Many of today’s MR coils are still somehow rigid and inflexible in their size. Even highly flexible arrays basically maintain only one specific body-part in a defined range. Anatomically adaptive coils potentially provide the necessary freedom to have a one-size-fits-all design for MRI in clinic. This would lower costs, improve the signal-to-noise ratio (SNR) and increase the patient comfort. To evaluate the potential SNR improvement of adaptive arrays, maintaining an optimal filling factor, a 6-channel Demonstrator array setup, comprised of stretchable loop elements at 1.5T with equal electrical properties as standard elements, was used.
In order to achieve a higher SNR with an improved filling factor through adaptive coils, a prototypical, so-called Demonstrator Array setup was developed to ensure a reliable and valid comparison. To identify the optimal dimensions of the Demonstrator Array a self-programmed Design Tool, and data from anthropometric studies of human knees from U.S. and German clinics in 2015, was used. The experimental setup consists of a lower shell with two rigid loops of 85x60mm of 5mm wide copper tap and two upper shells. The 1st upper shell of 4 rigid loops (122x60mm of 5mm wide copper tape) arranged in one row at a diameter of 180mm is used as a reference array (See Fig. 1C). The 2nd upper shell antenna comprises of 4 stretchable loops (85x60mm) with a stretchable area of xmin= 60.1mm and is designed to fit any extremity dimension between 140 - 180mm (See Fig. 1B). In the rigid overlap area of the stretchable loops, the preamplifier was attached [4].
As stretchable material a 5mm-wide AMOTAPE® conduct elast with PTFE insulated copper strands was used. These strands float in wavy (meander) line along the tape (100% elasticity). The stretchable loops showed an SNR loss of 8.1% in 20mm depth and 8.8% in 50mm depth of the phantom’s surface [3]. All loops were tuned to 63.6MHz using capacitors in the rigid sections of each loop and matched to 50Ω. Adjacent loops were inductively decoupled using critical overlap (-18dB). Residual coupling was suppressed by preamplifier decoupling of around 20dB [5]. The stretchable loops of the adaptive antenna were tuned and matched to the phantom M (Ø140mm) and the loops of the Reference Demonstrator to the phantom L (Ø180mm). The stretchable loops allow a stretching of 52.2% (elongation of 31.4mm) and the whole Adaptive array (including the two rigid loops of the lower shell) allows a stretching of 26.7%.
18 measurements with the two Demonstrator Arrays (adaptive and reference) using three phantoms of 140, 160 and 180 mm in diameter (1.25g NiSO4 x 6H2O per 1000g H2O dist. and 5g NaCl, see Fig. 1A) were conducted on a 1.5T Siemens MAGNETOM Aera (Siemens Healthcare, Erlangen, Germany). We used a spin-echo sequence in transverse orientation (TE=15ms, TR=300ms, FoV=200mm) with a slice thickness of 5mm and an acquisition matrix of 256x256 and a bandwidth of 130 Hz/pixel. The voxel size was 0.8x0.8mm.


*PROBLEM DETAILS*
Report how many lines in the records hold the string "nurses"; give the number and nothing else.

*EXCERPTED RECORDS*
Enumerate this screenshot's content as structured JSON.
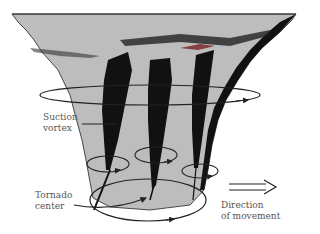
{
  "diagram": {
    "labels": {
      "suction_vortex": [
        "Suction",
        "vortex"
      ],
      "tornado_center": [
        "Tornado",
        "center"
      ],
      "direction": [
        "Direction",
        "of movement"
      ]
    },
    "colors": {
      "funnel_fill": "#bdbdbd",
      "shading": "#111111",
      "outline": "#222222",
      "text": "#555555",
      "background": "#ffffff"
    },
    "suction_vortices_count": 3,
    "rotation_rings_count": 5
  }
}
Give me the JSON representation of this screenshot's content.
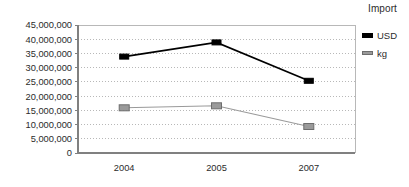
{
  "chart_data": {
    "type": "line",
    "title": "Import",
    "xlabel": "",
    "ylabel": "",
    "categories": [
      "2004",
      "2005",
      "2007"
    ],
    "series": [
      {
        "name": "USD",
        "color": "#000000",
        "values": [
          33900000,
          38900000,
          25400000
        ]
      },
      {
        "name": "kg",
        "color": "#9a9a9a",
        "values": [
          15900000,
          16600000,
          9300000
        ]
      }
    ],
    "ylim": [
      0,
      45000000
    ],
    "ytick_values": [
      0,
      5000000,
      10000000,
      15000000,
      20000000,
      25000000,
      30000000,
      35000000,
      40000000,
      45000000
    ],
    "ytick_labels": [
      "0",
      "5,000,000",
      "10,000,000",
      "15,000,000",
      "20,000,000",
      "25,000,000",
      "30,000,000",
      "35,000,000",
      "40,000,000",
      "45,000,000"
    ],
    "grid": true,
    "grid_style": "dotted-horizontal",
    "legend_position": "right",
    "marker": "square"
  },
  "legend": {
    "items": [
      {
        "label": "USD",
        "swatch": "usd"
      },
      {
        "label": "kg",
        "swatch": "kg"
      }
    ]
  },
  "colors": {
    "usd": "#000000",
    "kg": "#9a9a9a",
    "kg_edge": "#6d6d6d",
    "axis": "#808080",
    "grid": "#b8b8b8",
    "text": "#2b2b2b"
  }
}
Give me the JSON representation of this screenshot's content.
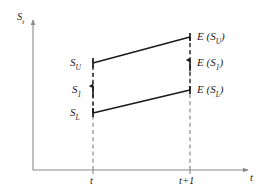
{
  "figure": {
    "type": "line-diagram",
    "background_color": "#ffffff",
    "line_color": "#1b1b1b",
    "axis_color": "#8a8a8a",
    "dash_color": "#8a8a8a"
  },
  "axes": {
    "y_label": "S",
    "y_label_sub": "t",
    "x_label": "t",
    "x_ticks": [
      {
        "label": "t",
        "x": 93
      },
      {
        "label": "t+1",
        "x": 190
      }
    ],
    "origin": {
      "x": 33,
      "y": 170
    },
    "y_top": 18,
    "x_right": 250
  },
  "points_t": [
    {
      "name": "S_U",
      "base": "S",
      "sub": "U",
      "x": 93,
      "y": 63
    },
    {
      "name": "S_1",
      "base": "S",
      "sub": "1",
      "x": 93,
      "y": 90
    },
    {
      "name": "S_L",
      "base": "S",
      "sub": "L",
      "x": 93,
      "y": 113
    }
  ],
  "points_t1": [
    {
      "name": "E(S_U)",
      "base": "E (S",
      "sub": "U",
      "tail": ")",
      "x": 190,
      "y": 37
    },
    {
      "name": "E(S_1)",
      "base": "E (S",
      "sub": "1",
      "tail": ")",
      "x": 190,
      "y": 63
    },
    {
      "name": "E(S_L)",
      "base": "E (S",
      "sub": "L",
      "tail": ")",
      "x": 190,
      "y": 90
    }
  ],
  "connectors": [
    {
      "name": "upper-trajectory",
      "from": "S_U",
      "to": "E(S_U)",
      "x1": 93,
      "y1": 63,
      "x2": 190,
      "y2": 37
    },
    {
      "name": "lower-trajectory",
      "from": "S_L",
      "to": "E(S_L)",
      "x1": 93,
      "y1": 113,
      "x2": 190,
      "y2": 90
    }
  ],
  "labels": {
    "y_axis": "S",
    "y_axis_sub": "t",
    "x_axis": "t",
    "tick_t": "t",
    "tick_t1": "t+1",
    "su": "S",
    "su_sub": "U",
    "s1": "S",
    "s1_sub": "1",
    "sl": "S",
    "sl_sub": "L",
    "esu_pre": "E (S",
    "esu_sub": "U",
    "esu_post": ")",
    "es1_pre": "E (S",
    "es1_sub": "1",
    "es1_post": ")",
    "esl_pre": "E (S",
    "esl_sub": "L",
    "esl_post": ")"
  }
}
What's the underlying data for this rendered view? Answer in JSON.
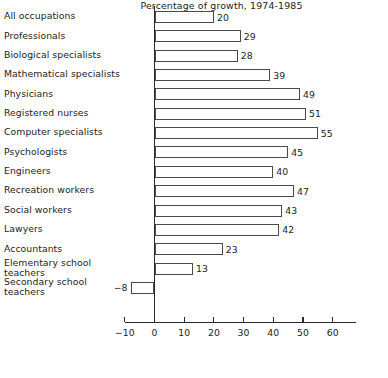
{
  "chart_data": {
    "type": "bar",
    "orientation": "horizontal",
    "title": "",
    "subtitle": "",
    "xlabel": "Percentage of growth, 1974-1985",
    "ylabel": "",
    "xlim": [
      -10,
      68
    ],
    "xticks": [
      -10,
      0,
      10,
      20,
      30,
      40,
      50,
      60
    ],
    "xtick_labels": [
      "−10",
      "0",
      "10",
      "20",
      "30",
      "40",
      "50",
      "60"
    ],
    "grid": false,
    "legend": null,
    "bar_fill_color": "#ffffff",
    "bar_edge_color": "#4a4a4a",
    "axis_color": "#2a2a2a",
    "categories": [
      "All occupations",
      "Professionals",
      "Biological specialists",
      "Mathematical specialists",
      "Physicians",
      "Registered nurses",
      "Computer specialists",
      "Psychologists",
      "Engineers",
      "Recreation workers",
      "Social workers",
      "Lawyers",
      "Accountants",
      "Elementary school\nteachers",
      "Secondary school\nteachers"
    ],
    "values": [
      20,
      29,
      28,
      39,
      49,
      51,
      55,
      45,
      40,
      47,
      43,
      42,
      23,
      13,
      -8
    ],
    "value_labels": [
      "20",
      "29",
      "28",
      "39",
      "49",
      "51",
      "55",
      "45",
      "40",
      "47",
      "43",
      "42",
      "23",
      "13",
      "−8"
    ],
    "bars": [
      {
        "category": "All occupations",
        "value": 20,
        "label": "20"
      },
      {
        "category": "Professionals",
        "value": 29,
        "label": "29"
      },
      {
        "category": "Biological specialists",
        "value": 28,
        "label": "28"
      },
      {
        "category": "Mathematical specialists",
        "value": 39,
        "label": "39"
      },
      {
        "category": "Physicians",
        "value": 49,
        "label": "49"
      },
      {
        "category": "Registered nurses",
        "value": 51,
        "label": "51"
      },
      {
        "category": "Computer specialists",
        "value": 55,
        "label": "55"
      },
      {
        "category": "Psychologists",
        "value": 45,
        "label": "45"
      },
      {
        "category": "Engineers",
        "value": 40,
        "label": "40"
      },
      {
        "category": "Recreation workers",
        "value": 47,
        "label": "47"
      },
      {
        "category": "Social workers",
        "value": 43,
        "label": "43"
      },
      {
        "category": "Lawyers",
        "value": 42,
        "label": "42"
      },
      {
        "category": "Accountants",
        "value": 23,
        "label": "23"
      },
      {
        "category": "Elementary school teachers",
        "value": 13,
        "label": "13"
      },
      {
        "category": "Secondary school teachers",
        "value": -8,
        "label": "−8"
      }
    ]
  },
  "axis": {
    "caption": "Percentage of growth, 1974-1985"
  }
}
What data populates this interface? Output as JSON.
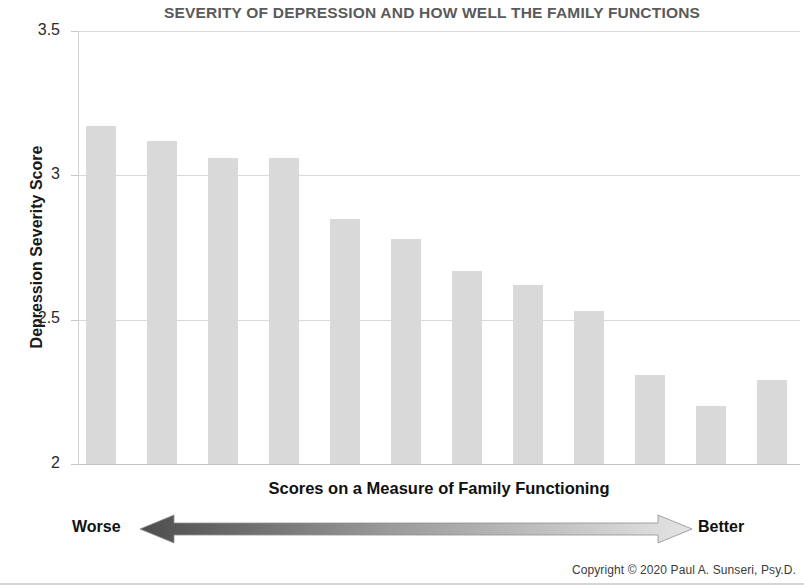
{
  "chart_data": {
    "type": "bar",
    "title": "SEVERITY OF DEPRESSION AND HOW WELL THE FAMILY FUNCTIONS",
    "xlabel": "Scores on a Measure of Family Functioning",
    "ylabel": "Depression Severity Score",
    "categories": [
      "1",
      "2",
      "3",
      "4",
      "5",
      "6",
      "7",
      "8",
      "9",
      "10",
      "11",
      "12"
    ],
    "values": [
      3.17,
      3.12,
      3.06,
      3.06,
      2.85,
      2.78,
      2.67,
      2.62,
      2.53,
      2.31,
      2.2,
      2.29
    ],
    "ylim": [
      2,
      3.5
    ],
    "ytick_labels": [
      "3.5",
      "3",
      "2.5",
      "2"
    ],
    "yticks": [
      3.5,
      3,
      2.5,
      2
    ],
    "grid": true,
    "xtick_labels": [],
    "legend": null,
    "bar_color": "#d9d9d9",
    "annotations": {
      "axis_scale_left": "Worse",
      "axis_scale_right": "Better",
      "arrow_gradient_from": "#4d4d4d",
      "arrow_gradient_to": "#e2e2e2"
    }
  },
  "footer": {
    "copyright": "Copyright © 2020 Paul A. Sunseri, Psy.D."
  },
  "colors": {
    "title": "#5a5a5a",
    "gridline": "#d8d8d8",
    "text": "#111111"
  }
}
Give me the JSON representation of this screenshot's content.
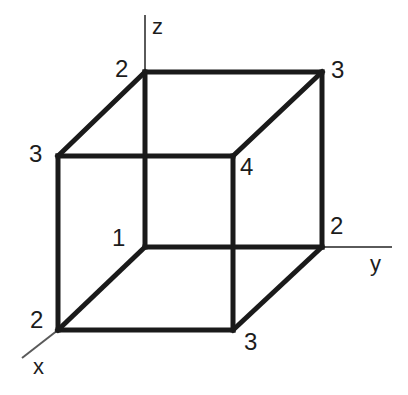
{
  "figure": {
    "background_color": "#ffffff",
    "stroke_color": "#1a1a1a",
    "axis_color": "#5a5a5a",
    "cube_stroke_width": 5,
    "axis_stroke_width": 2
  },
  "axes": [
    {
      "id": "x",
      "label": "x",
      "label_x": 33,
      "label_y": 356,
      "line": {
        "x1": 58,
        "y1": 330,
        "x2": 22,
        "y2": 358
      }
    },
    {
      "id": "y",
      "label": "y",
      "label_x": 370,
      "label_y": 253,
      "line": {
        "x1": 322,
        "y1": 247,
        "x2": 392,
        "y2": 247
      }
    },
    {
      "id": "z",
      "label": "z",
      "label_x": 152,
      "label_y": 16,
      "line": {
        "x1": 145,
        "y1": 72,
        "x2": 145,
        "y2": 15
      }
    }
  ],
  "cube": {
    "front_face": {
      "left": 58,
      "top": 156,
      "right": 233,
      "bottom": 330
    },
    "back_face": {
      "left": 145,
      "top": 72,
      "right": 322,
      "bottom": 247
    },
    "vertices": [
      {
        "name": "back-top-left",
        "value": "2",
        "px": 145,
        "py": 72,
        "label_x": 115,
        "label_y": 57
      },
      {
        "name": "back-top-right",
        "value": "3",
        "px": 322,
        "py": 72,
        "label_x": 331,
        "label_y": 58
      },
      {
        "name": "front-top-left",
        "value": "3",
        "px": 58,
        "py": 156,
        "label_x": 29,
        "label_y": 142
      },
      {
        "name": "front-top-right",
        "value": "4",
        "px": 233,
        "py": 156,
        "label_x": 240,
        "label_y": 155
      },
      {
        "name": "back-bottom-left",
        "value": "1",
        "px": 145,
        "py": 247,
        "label_x": 112,
        "label_y": 226
      },
      {
        "name": "back-bottom-right",
        "value": "2",
        "px": 322,
        "py": 247,
        "label_x": 330,
        "label_y": 214
      },
      {
        "name": "front-bottom-left",
        "value": "2",
        "px": 58,
        "py": 330,
        "label_x": 30,
        "label_y": 308
      },
      {
        "name": "front-bottom-right",
        "value": "3",
        "px": 233,
        "py": 330,
        "label_x": 244,
        "label_y": 330
      }
    ]
  }
}
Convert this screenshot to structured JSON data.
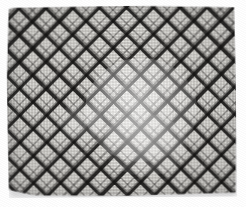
{
  "image": {
    "kind": "photograph",
    "subject": "quilt",
    "title": "Black and white crosshatch quilt",
    "alt_text": "A flat-laid black and white quilt photographed on a plain white background. Its surface is covered edge to edge with a 45-degree diagonal lattice that forms rows of light diamonds separated by dark crossing bands, producing an X or argyle plaid effect.",
    "canvas": {
      "width_px": 246,
      "height_px": 207,
      "background_color": "#ffffff"
    },
    "object_bounds": {
      "left_px": 7,
      "top_px": 6,
      "right_px": 236,
      "bottom_px": 197,
      "width_px": 229,
      "height_px": 191,
      "shape": "slightly-irregular quadrilateral, cloth laid flat with soft wavy edges"
    },
    "pattern": {
      "name": "diagonal crosshatch argyle plaid",
      "band_angle_degrees": 45,
      "repeat_px": 19,
      "band_thickness_px": 3,
      "motif": "X / cross at every band intersection, light diamond cells between",
      "has_secondary_thin_stripes": true
    },
    "colors": {
      "background": "#ffffff",
      "cloth_light": "#efeeea",
      "cloth_lightest": "#f7f6f3",
      "band_dark": "#1a1918",
      "band_mid": "#464442",
      "band_faint": "#969491",
      "shadow": "#78787c"
    },
    "lighting": {
      "glare_primary": "center-right soft highlight washing out the pattern",
      "glare_secondary": "lower-center soft highlight",
      "glare_spot": "small bright spot left of center",
      "vignette": "mild darkening toward the outer edges",
      "drop_shadow": "soft gray shadow beneath the lower and left edges"
    }
  }
}
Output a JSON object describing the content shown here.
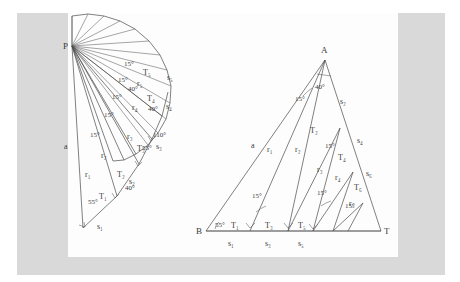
{
  "document": {
    "type": "scanned-geometry-figure",
    "background_color": "#ffffff",
    "panel_color": "#d9d9d9",
    "page_color": "#fdfdfd",
    "ink_color": "#4a4a4a"
  },
  "figures": [
    {
      "id": "left-figure",
      "name": "spiral-fan-construction",
      "description": "Fan of rays from apex P forming a chain of right triangles",
      "apex_label": "P",
      "vertices": [
        {
          "label": "P",
          "x": 72,
          "y": 46
        }
      ],
      "angle_labels": [
        "55°",
        "15°",
        "15°",
        "15°",
        "15°",
        "15°",
        "15°",
        "40°",
        "110°",
        "55°",
        "40°"
      ],
      "side_labels": [
        "a",
        "r₁",
        "r₂",
        "r₃",
        "r₄",
        "r₅"
      ],
      "triangle_labels": [
        "T₁",
        "T₂",
        "T₃",
        "T₄",
        "T₅"
      ],
      "segment_labels": [
        "s₁",
        "s₂",
        "s₃",
        "s₄",
        "s₅"
      ],
      "ray_count": 16
    },
    {
      "id": "right-figure",
      "name": "subdivided-triangle-construction",
      "description": "Triangle ABT subdivided by cevians from A into triangles T1..T6 on base segments s1..s6",
      "vertices": [
        {
          "label": "A",
          "x": 325,
          "y": 60
        },
        {
          "label": "B",
          "x": 206,
          "y": 231
        },
        {
          "label": "T",
          "x": 381,
          "y": 231
        }
      ],
      "angle_labels": [
        "55°",
        "40°",
        "15°",
        "15°",
        "15°",
        "15°",
        "15°"
      ],
      "side_labels": [
        "a",
        "r₁",
        "r₂",
        "r₃",
        "r₄",
        "r₅"
      ],
      "triangle_labels": [
        "T₁",
        "T₂",
        "T₃",
        "T₄",
        "T₅",
        "T₆"
      ],
      "segment_labels": [
        "s₁",
        "s₂",
        "s₃",
        "s₄",
        "s₅",
        "s₆"
      ],
      "base_label_left": "B",
      "base_label_right": "T",
      "apex_label": "A"
    }
  ],
  "labels": {
    "left": {
      "P": "P",
      "a": "a",
      "r1": "r₁",
      "r2": "r₂",
      "r3": "r₃",
      "r4": "r₄",
      "r5": "r₅",
      "T1": "T₁",
      "T2": "T₂",
      "T3": "T₃",
      "T4": "T₄",
      "T5": "T₅",
      "s1": "s₁",
      "s2": "s₂",
      "s3": "s₃",
      "s4": "s₄",
      "s5": "s₅",
      "ang55a": "55°",
      "ang15a": "15°",
      "ang15b": "15°",
      "ang15c": "15°",
      "ang15d": "15°",
      "ang15e": "15°",
      "ang40a": "40°",
      "ang40b": "40°",
      "ang110": "110°",
      "ang55b": "55°"
    },
    "right": {
      "A": "A",
      "B": "B",
      "T": "T",
      "a": "a",
      "r1": "r₁",
      "r2": "r₂",
      "r3": "r₃",
      "r4": "r₄",
      "r5": "r₅",
      "T1": "T₁",
      "T2": "T₂",
      "T3": "T₃",
      "T4": "T₄",
      "T5": "T₅",
      "T6": "T₆",
      "s1": "s₁",
      "s2": "s₂",
      "s3": "s₃",
      "s4": "s₄",
      "s5": "s₅",
      "s6": "s₆",
      "ang55": "55°",
      "ang40": "40°",
      "ang15a": "15°",
      "ang15b": "15°",
      "ang15c": "15°",
      "ang15d": "15°",
      "ang15e": "15°"
    }
  }
}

*REPLY TO THE TASK*
2